Impact
A defect in the Linux virtio-gpu DRM driver causes the driver to access data that has never been initialized when the kernel mode setting (KMS) feature is disabled. The uninitialized pointer is dereferenced during driver removal or unbinding, resulting in a kernel panic that brings the system down. This flaw effectively makes the host unavailable for legitimate users and can be leveraged by an attacker to trigger a denial‑of‑service. The weakness is an instance of improper initialization leading to uninitialized data usage.
Affected Systems
All Linux kernel builds that include the virtio-gpu driver compiled with KMS disabled are affected. Since the commit that removes the shutdown of the atomic core when KMS is unavailable is not present in earlier kernels, any kernel version prior to that commit is potentially vulnerable.
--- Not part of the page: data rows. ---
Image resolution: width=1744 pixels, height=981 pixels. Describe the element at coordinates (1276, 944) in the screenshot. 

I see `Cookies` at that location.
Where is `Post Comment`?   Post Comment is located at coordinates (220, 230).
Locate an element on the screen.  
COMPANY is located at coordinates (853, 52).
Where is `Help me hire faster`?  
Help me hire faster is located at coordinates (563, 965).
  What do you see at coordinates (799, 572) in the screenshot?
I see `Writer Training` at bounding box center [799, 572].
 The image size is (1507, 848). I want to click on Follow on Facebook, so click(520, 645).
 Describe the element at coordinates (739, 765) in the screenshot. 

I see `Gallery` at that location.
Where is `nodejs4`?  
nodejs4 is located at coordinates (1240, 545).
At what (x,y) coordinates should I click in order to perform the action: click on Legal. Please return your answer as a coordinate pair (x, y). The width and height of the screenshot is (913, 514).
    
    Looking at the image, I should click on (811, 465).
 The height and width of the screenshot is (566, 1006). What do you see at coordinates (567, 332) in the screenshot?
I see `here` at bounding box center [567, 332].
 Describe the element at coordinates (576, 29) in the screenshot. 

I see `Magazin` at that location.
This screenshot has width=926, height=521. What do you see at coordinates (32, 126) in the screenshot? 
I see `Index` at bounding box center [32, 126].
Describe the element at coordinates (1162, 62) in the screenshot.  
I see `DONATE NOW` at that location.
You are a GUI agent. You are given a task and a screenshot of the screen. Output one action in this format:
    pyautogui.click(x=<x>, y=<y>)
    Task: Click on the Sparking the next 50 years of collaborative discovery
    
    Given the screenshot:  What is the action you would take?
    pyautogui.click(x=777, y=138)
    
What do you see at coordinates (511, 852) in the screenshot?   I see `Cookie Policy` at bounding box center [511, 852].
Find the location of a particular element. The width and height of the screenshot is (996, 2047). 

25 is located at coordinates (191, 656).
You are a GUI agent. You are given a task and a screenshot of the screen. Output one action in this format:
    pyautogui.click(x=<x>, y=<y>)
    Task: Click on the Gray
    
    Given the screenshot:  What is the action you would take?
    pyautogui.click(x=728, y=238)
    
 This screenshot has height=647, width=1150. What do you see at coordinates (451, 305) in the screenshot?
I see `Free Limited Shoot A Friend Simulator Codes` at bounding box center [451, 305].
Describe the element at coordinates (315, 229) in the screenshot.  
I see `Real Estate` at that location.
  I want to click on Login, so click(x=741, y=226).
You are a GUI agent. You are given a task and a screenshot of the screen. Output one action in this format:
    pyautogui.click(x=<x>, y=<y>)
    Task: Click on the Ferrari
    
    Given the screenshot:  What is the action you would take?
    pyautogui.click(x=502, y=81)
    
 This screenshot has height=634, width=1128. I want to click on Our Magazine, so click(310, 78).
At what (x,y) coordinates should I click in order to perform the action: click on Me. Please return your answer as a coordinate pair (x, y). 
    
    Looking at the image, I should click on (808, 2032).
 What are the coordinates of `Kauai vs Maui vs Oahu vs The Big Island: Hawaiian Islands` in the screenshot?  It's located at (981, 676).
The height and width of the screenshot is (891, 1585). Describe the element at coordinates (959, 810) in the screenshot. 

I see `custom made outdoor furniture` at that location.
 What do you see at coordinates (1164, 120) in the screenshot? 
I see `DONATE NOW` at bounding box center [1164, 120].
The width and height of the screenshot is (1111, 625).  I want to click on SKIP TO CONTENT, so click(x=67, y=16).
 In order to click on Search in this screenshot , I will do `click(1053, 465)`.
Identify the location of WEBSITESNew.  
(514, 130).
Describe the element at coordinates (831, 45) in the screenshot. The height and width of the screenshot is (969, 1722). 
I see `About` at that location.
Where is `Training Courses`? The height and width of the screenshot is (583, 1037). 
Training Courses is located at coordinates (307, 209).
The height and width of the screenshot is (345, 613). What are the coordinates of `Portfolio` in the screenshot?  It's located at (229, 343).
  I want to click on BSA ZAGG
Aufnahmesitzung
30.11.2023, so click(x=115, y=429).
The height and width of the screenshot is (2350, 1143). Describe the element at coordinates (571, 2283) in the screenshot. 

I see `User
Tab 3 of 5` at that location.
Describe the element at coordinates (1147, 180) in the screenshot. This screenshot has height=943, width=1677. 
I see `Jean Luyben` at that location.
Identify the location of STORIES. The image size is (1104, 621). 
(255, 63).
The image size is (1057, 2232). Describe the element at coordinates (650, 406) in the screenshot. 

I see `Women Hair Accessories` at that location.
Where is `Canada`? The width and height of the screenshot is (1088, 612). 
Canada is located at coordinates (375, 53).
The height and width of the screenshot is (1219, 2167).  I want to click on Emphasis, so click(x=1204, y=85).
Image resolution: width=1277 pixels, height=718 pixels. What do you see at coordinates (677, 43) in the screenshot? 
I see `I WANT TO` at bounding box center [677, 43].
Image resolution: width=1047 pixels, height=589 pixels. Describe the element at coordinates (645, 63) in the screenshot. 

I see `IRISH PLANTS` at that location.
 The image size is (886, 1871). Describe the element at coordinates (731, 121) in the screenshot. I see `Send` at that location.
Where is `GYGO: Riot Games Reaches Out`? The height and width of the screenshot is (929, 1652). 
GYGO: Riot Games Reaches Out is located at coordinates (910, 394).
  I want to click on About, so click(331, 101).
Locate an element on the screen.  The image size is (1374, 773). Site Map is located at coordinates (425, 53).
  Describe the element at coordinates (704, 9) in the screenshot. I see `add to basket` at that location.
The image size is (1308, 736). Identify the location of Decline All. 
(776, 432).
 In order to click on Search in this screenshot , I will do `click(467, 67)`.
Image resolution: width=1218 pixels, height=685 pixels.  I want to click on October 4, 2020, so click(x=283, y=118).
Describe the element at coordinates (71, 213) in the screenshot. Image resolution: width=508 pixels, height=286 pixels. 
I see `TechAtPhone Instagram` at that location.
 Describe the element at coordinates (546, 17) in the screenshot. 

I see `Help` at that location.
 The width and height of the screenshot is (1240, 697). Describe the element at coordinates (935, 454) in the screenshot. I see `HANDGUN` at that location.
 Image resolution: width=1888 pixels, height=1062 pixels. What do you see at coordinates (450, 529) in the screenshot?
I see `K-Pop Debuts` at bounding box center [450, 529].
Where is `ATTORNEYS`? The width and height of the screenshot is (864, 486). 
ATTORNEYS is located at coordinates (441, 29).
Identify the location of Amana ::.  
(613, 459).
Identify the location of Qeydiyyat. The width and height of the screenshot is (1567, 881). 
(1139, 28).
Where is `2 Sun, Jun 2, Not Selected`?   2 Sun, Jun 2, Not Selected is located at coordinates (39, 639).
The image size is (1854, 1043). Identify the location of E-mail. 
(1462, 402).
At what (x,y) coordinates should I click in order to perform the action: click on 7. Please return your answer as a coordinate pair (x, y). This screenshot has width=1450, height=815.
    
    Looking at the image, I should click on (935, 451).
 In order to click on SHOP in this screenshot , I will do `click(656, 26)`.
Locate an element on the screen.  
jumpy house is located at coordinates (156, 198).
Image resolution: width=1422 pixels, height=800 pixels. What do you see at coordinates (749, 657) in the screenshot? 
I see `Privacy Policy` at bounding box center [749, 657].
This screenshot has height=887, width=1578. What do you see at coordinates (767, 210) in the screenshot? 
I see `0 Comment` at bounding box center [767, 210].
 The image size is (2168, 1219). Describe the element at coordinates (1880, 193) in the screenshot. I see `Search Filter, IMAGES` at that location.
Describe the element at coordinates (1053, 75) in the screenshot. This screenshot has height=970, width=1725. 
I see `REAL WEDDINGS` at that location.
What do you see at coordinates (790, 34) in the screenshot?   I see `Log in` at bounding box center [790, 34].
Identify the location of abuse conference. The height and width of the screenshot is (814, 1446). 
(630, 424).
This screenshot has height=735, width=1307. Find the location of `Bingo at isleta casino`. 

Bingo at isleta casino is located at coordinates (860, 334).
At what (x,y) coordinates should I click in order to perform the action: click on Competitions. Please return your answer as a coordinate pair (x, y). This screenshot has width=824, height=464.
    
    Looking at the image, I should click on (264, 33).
The vulnerability is not tied to a narrow version range and applies across distributions, as indicated by the generic Linux kernel CPE string.
Risk and Exploitability
The lack of an EPSS score and the exemption from the CISA KEV catalog indicate that no widespread exploitation is documented. However, the impact of a kernel crash is severe. The flaw is presumably exploitable only by processes that can load and unload kernel modules or influence device binding, which typically requires privileged or root access. An attacker with such privileges could intentionally unload the virtio-gpu driver while KMS is disabled to force a system reboot. Although no public exploit exists, the severity of the crash warrants prompt remediation.